TR Rajkumari in “Chandralekha” (1948) produced by Gemini Studios. , Photo Credit: The Hindu Archives
The iconic film celebrated its platinum jubilee on April 8. chandralekha, which was released on the same date in 1948. Gemini, the studio that produced it, closed in the 1970s. SS Vasan (of Gemini Studios), who also directed the film, died in 1969. The star cast and technicians are all but forgotten except in the serious study of Indian cinema. and yet chandralekha is remembered. Even people born decades later would associate the film with its famous drum dance sequence. The Encyclopedia of Indian Cinema by Ashish Rajadhyaksha and Paul Willeman classifies chandralekha as “one of the most famous films of India”. More significantly, it was the first film produced in South India to become a nationwide hit.

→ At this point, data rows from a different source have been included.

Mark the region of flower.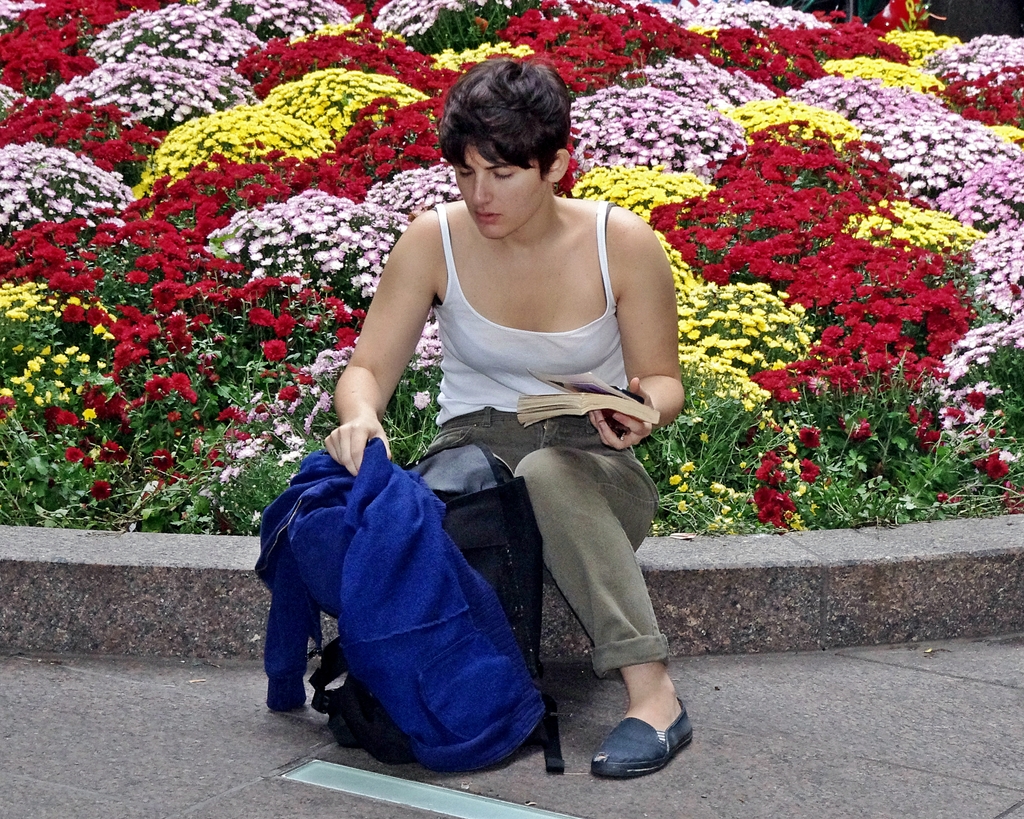
Region: bbox(671, 473, 684, 484).
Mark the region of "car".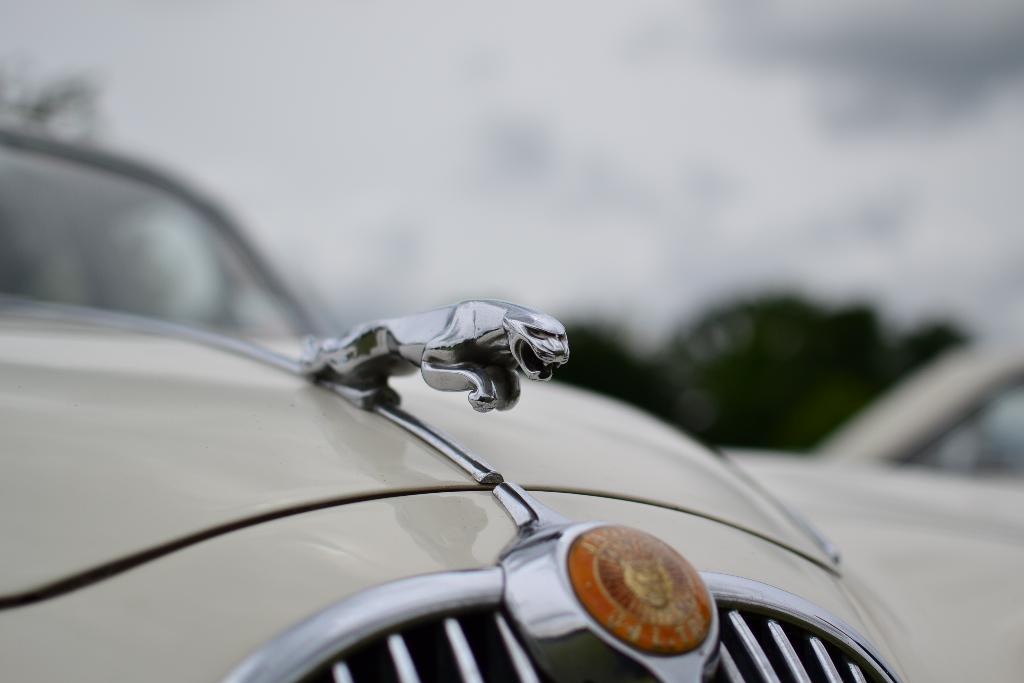
Region: detection(725, 329, 1023, 682).
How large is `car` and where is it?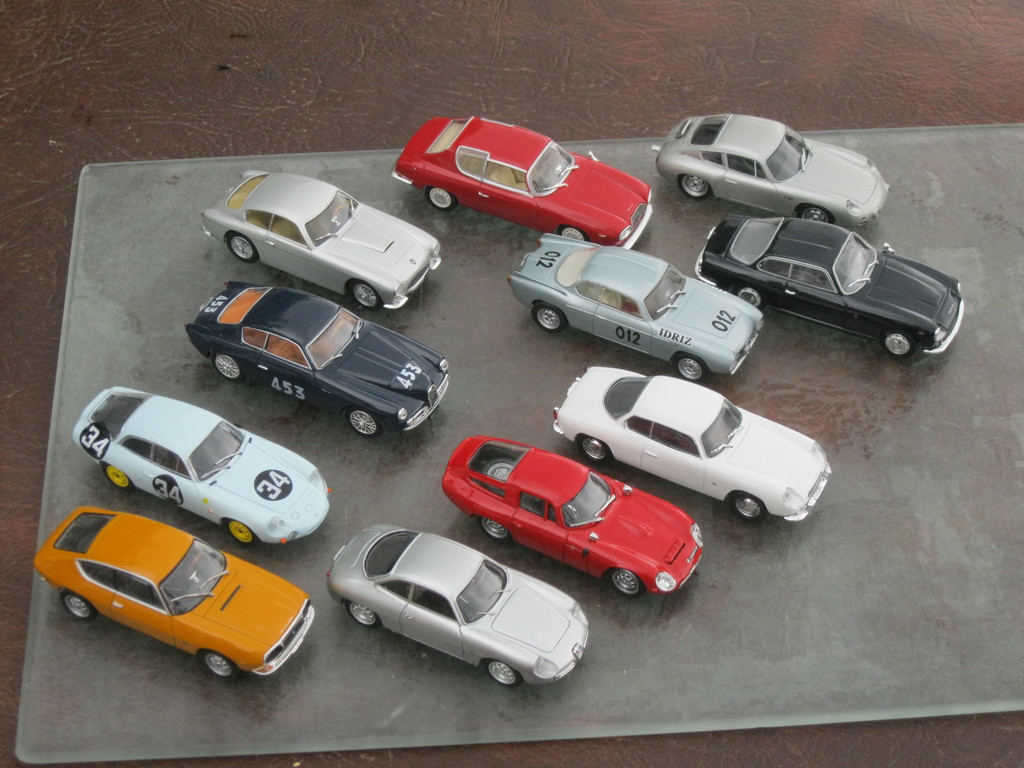
Bounding box: bbox=[323, 516, 589, 685].
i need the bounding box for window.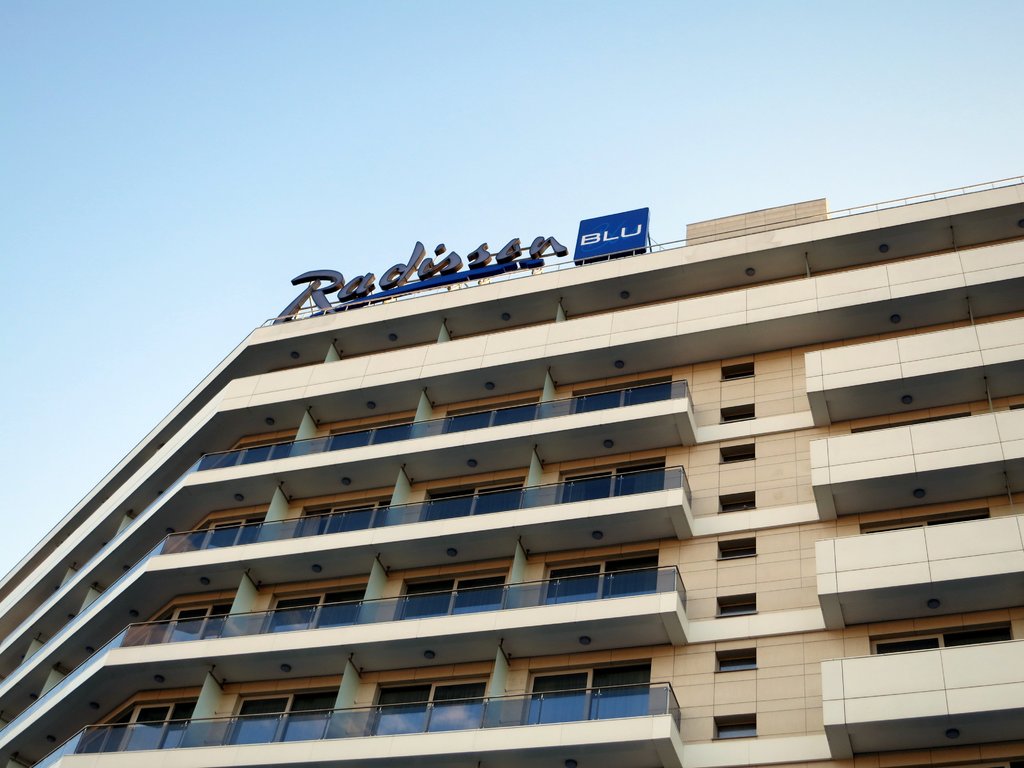
Here it is: x1=715, y1=399, x2=756, y2=426.
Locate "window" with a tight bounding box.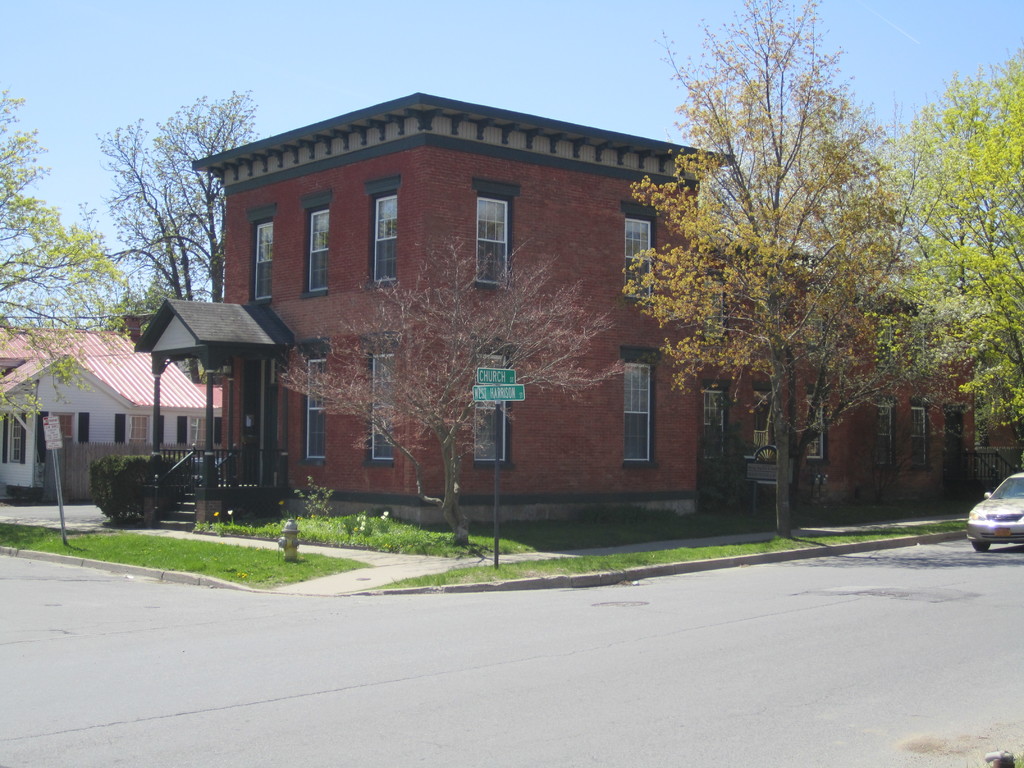
361 172 397 289.
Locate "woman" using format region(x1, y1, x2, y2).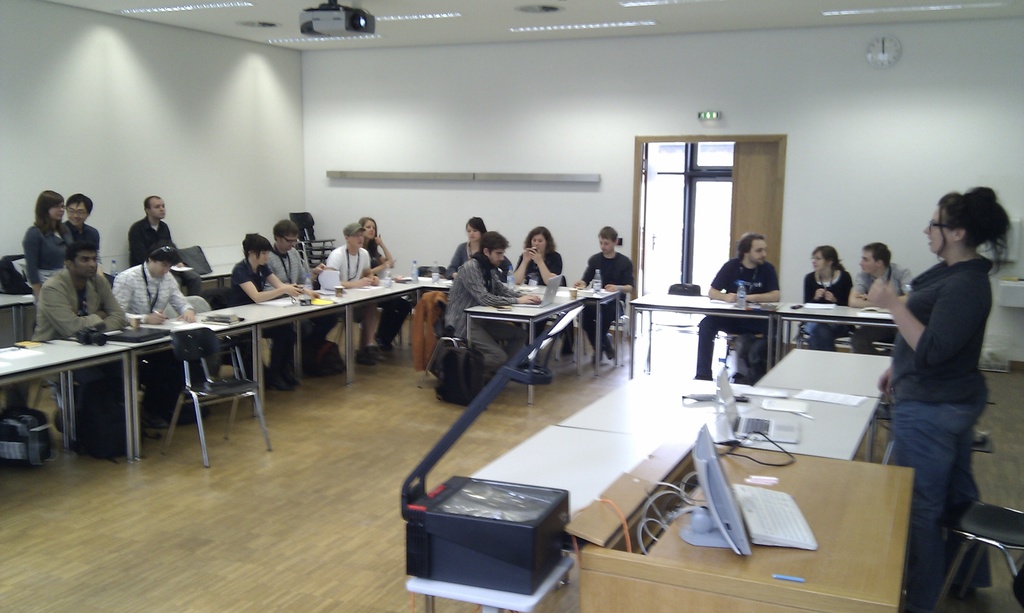
region(883, 166, 1008, 594).
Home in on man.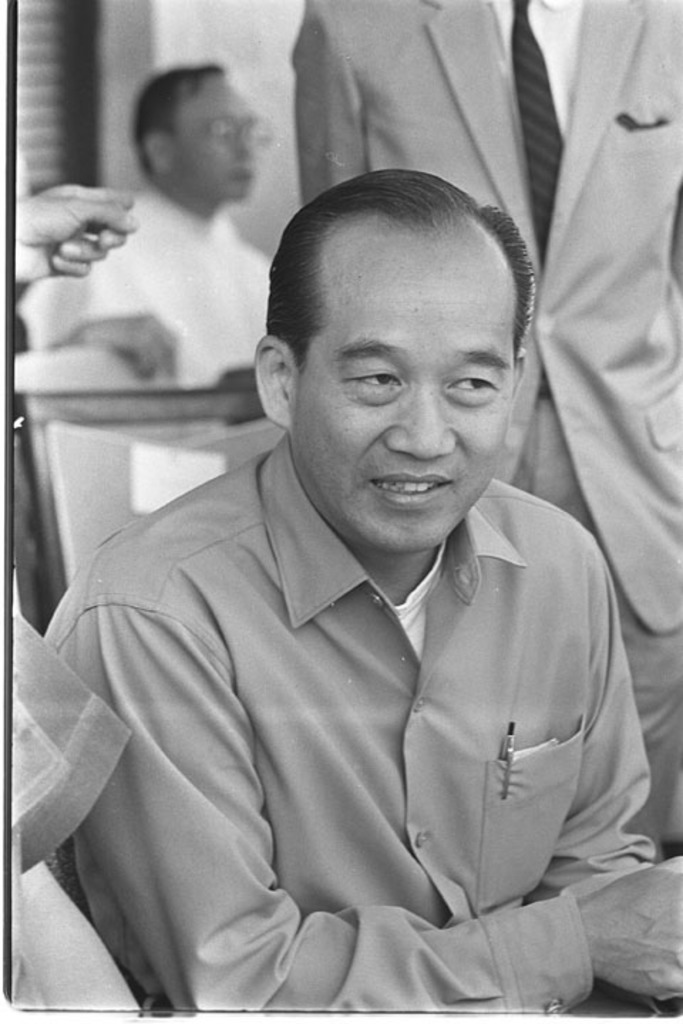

Drum dance sequence from the 1948 Tamil film Chandralekha. , photo credit: special arrangement
Over five years in the making of the mega-budget (it cost Rs 30 lakh at the time), Chandralekha was a do-or-die endeavor for Mithun and its owner. And yet, Vasan didn’t think twice before spending lavishly on a promotional campaign ahead of the film’s release. Full-length advertisements in all of the country’s major dailies and trade magazines, and a word-of-mouth campaign by Gemini’s publicity department, created a buzz that could rival current social media campaigns. And yet, the Tamil version of the film did not open well. Had it not been for Vasan’s next idea – to release a dubbed Hindi version, it would have only been successful, but not a cult film.
Director SS Vasan.
right time
Released nationally in December 1948, the Hindi version was a huge success. It was slightly different from the Tamil original – NS Krishnan and TA Mathuram did not feature, and heroine TR Rajkumari’s songs were not in her voice, but were sung by Uma Devi, who was known in later years as comedian Tun Tun. I was known But it was the timing that really mattered. Unlike the South, the rest of India was badly affected by the partition. A riot-weary audience was quite happy to lose themselves in nearly three hours of Ruritanian fantasy. The story was nothing new – two brothers from a royal family, one good and the other evil, both interested in the same girl, lots of twists and turns, and finally a triumph of good over evil after a spectacular climax, all what Can be called world music. There have been many remakes of the same – even bahubali If you look closely at it, it’s just the story.
drum dance in film chandralekha, , Photo Credit: The Hindu Archives
Rajadhyaksha and Vilemen specialty chandralekhaThe success of its “aggressive redivision of entertainment spurred Hollywood-style orientalism” and that it set the trend “in the post-independence codification of an Indian mass entertainment ideology”. Cult films will come again and again in Indian cinema and yet the mandate of Hollywood-style orientalism and ideology of mass entertainment will never change. Buoyed by the success of his Hindi version and by then a national figure in filmmaking, Vasan released a shorter version as well. chandralekha In English, titled Chandra. Apparently, this did not go over well and as Ashokamitran wrote tongue-in-cheek years later, the English version was probably Vasan’s bigger joke on the Indian audience.
a scene from the movie chandralekha, , Photo Credit: The Hindu Archives
business success
Over the decades, estimates of the film’s earnings have varied widely. But Vasan himself gave details in a speech that the Ashokamitran document. This gives us an idea of the commercial side of films at that time. chandralekha It ran for four years and earned Rs 4 crore. Of this, Rs 1.5 crore as entertainment tax and Rs. 1.25 crore went to theaters and distributors. Rs 25 lakh was spent on advertisement and the same amount went towards other taxes. Of this, Rs 75 lakh was left, of which finance costs in the form of interest on borrowed money took a major chunk. The producer said, Vasan, meaning himself, had a few lakhs left. Was it worth all the alarm and excursion, they asked.
A scene from the 1948 film chandralekha, , Photo Credit: The Hindu Archives
There may be an element of exaggeration in the claim but it cannot be denied that it was not a bonanza as people claimed. But its abstractions were many – an entire ecosystem, which survived cinema, was a bad year for 1947/48 in which many stars, technicians and others migrated to Pakistan. As A.V. Meiyappan wrote, the South later came to be recognized as the center of film production R Chandralekha And he and other studio owners in Madras started making films in Hindi. This in turn promoted a pan-Indian culture. Today’s PS, RRR and Baahubali all stand on the shoulders of a kind Chandralekha. Vasan was undoubtedly the pioneer, and his film will be remembered for just that.